I mock gasp. “No, you didn’t! We do not speak of the next game being the last of the season. We’re going to the?—”

“The next game will be in Philly,” she quickly corrects her blunder, “and it will have more security than any other. Well,except thelastgame … of the season. That will be of presidential proportions. I’m not worried about that one.”

Next week, the Knights play the National Championship game against Philly, in Philly.

“I’m guessing they’ll be traveling with us?”

Mom laughs, and I realize my tone must have been snide, but these asshats are riding my ass just to provoke me.
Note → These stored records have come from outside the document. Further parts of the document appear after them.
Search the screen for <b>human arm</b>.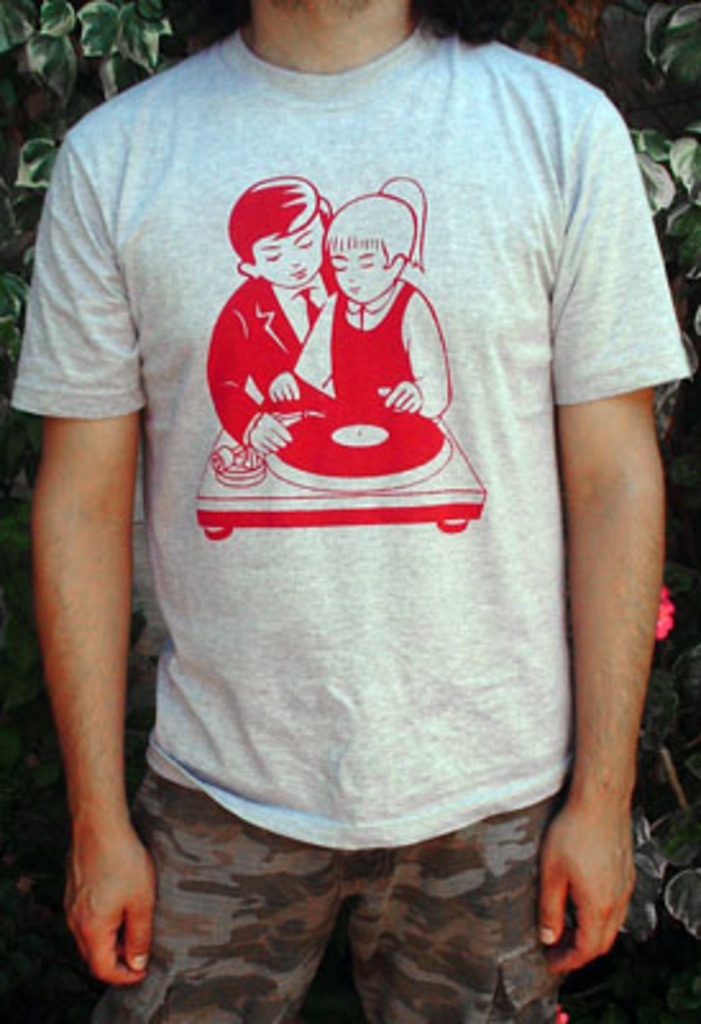
Found at {"left": 374, "top": 289, "right": 455, "bottom": 417}.
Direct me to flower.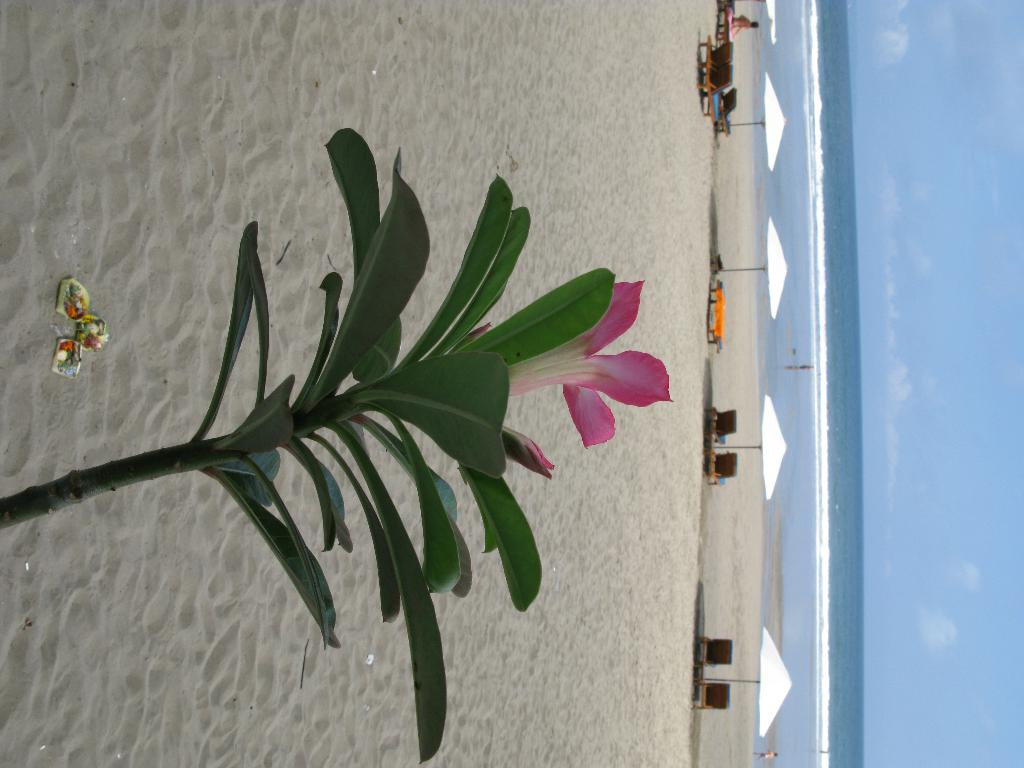
Direction: 478 294 662 461.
“You love traveling with your family.”

“Yeah, sure. I just don’t like them up my ass.” I stomp on the brakes and love the shocked expression on Matthew’s face as he narrowly escapes eating shit. CJ, he laughs, like knee-slapping cracks up and the whole nine. Matthew eventually does, too. However, whoever it is in the back does not.

Nonetheless, the hard edges are gone from the twins’ faces, and I feel like I have just won the playoffs. I find myself smiling as I flip them off and then … smash on the gas.

“Iz?” Mom says my name with warranted apprehension.

“I love you, Mom. Chat soon.”

“Don’t give them too much of a hassle,” she says on a laugh.

“I will.” I laugh as I hit the screen, ending the call.

“Morning, boys.” I smile, even though they can’t see it or hear me. “Enjoying the scenic route?”

I stomp the gas and hang a right. My phone immediately rings.

I hitaccept. “Enjoying the scenic route?”

“No detours,” Matthew replies.

I flick on my blinker like this is some civilized errand run and not what it actually is—a game of cat and mouse on slush-covered dirt roads. “This is, technically, a shortcut.”

“You are technically a menace,” CJ mutters in the background.

So I do what any self-respecting little cousin with a lead foot would do—I stomp on the gas again.

The Jeep bucks forward like it’s just been challenged to a duel, tires spitting half-frozen mud across the windshield of the Escalade. I’m laughing before I even hit the first bend, the one that loops behind old man Guilder’s tractor shed and dips low enough to rattle my teeth. It’s sloppy and icy, and it’s exactly what I needed to shake off the winter blues.

“Izzy! That road isn’t plowed!” Matthew barks.

“Neither is your attitude,” I shoot back, bouncing in my seat as the Jeep clears a rut and fishtails before gripping again.

CJ is swearing now, full-on dad voice mode. “You’re gonna get stuck. Or flip. Or launch into a drainage ditch?—”

But I’m already cutting through the service path that heads down to the field behind the brewery, then skimming past the snow-dusted sunflower field. I know these roads like the lyrics to a Maggie Rogers song—every pothole, every stretch of packed ice. And I know that little wooden bridge by the cemetery holds just enough weight for a Jeep, not an Escalade.

Sure enough, I glance back to see the SUV screech to a stop and hear CJ and Matthew arguing through the speakers. I grin as I hitend call.

I pull into the back lot, my thermos in hand, coffee still hot. I hop out, boots soaked to the ankle, hair a wild mess, half of it fallen out of my bun from bouncing around. The sky’s still that dull gray, but I swear it looks a little brighter now.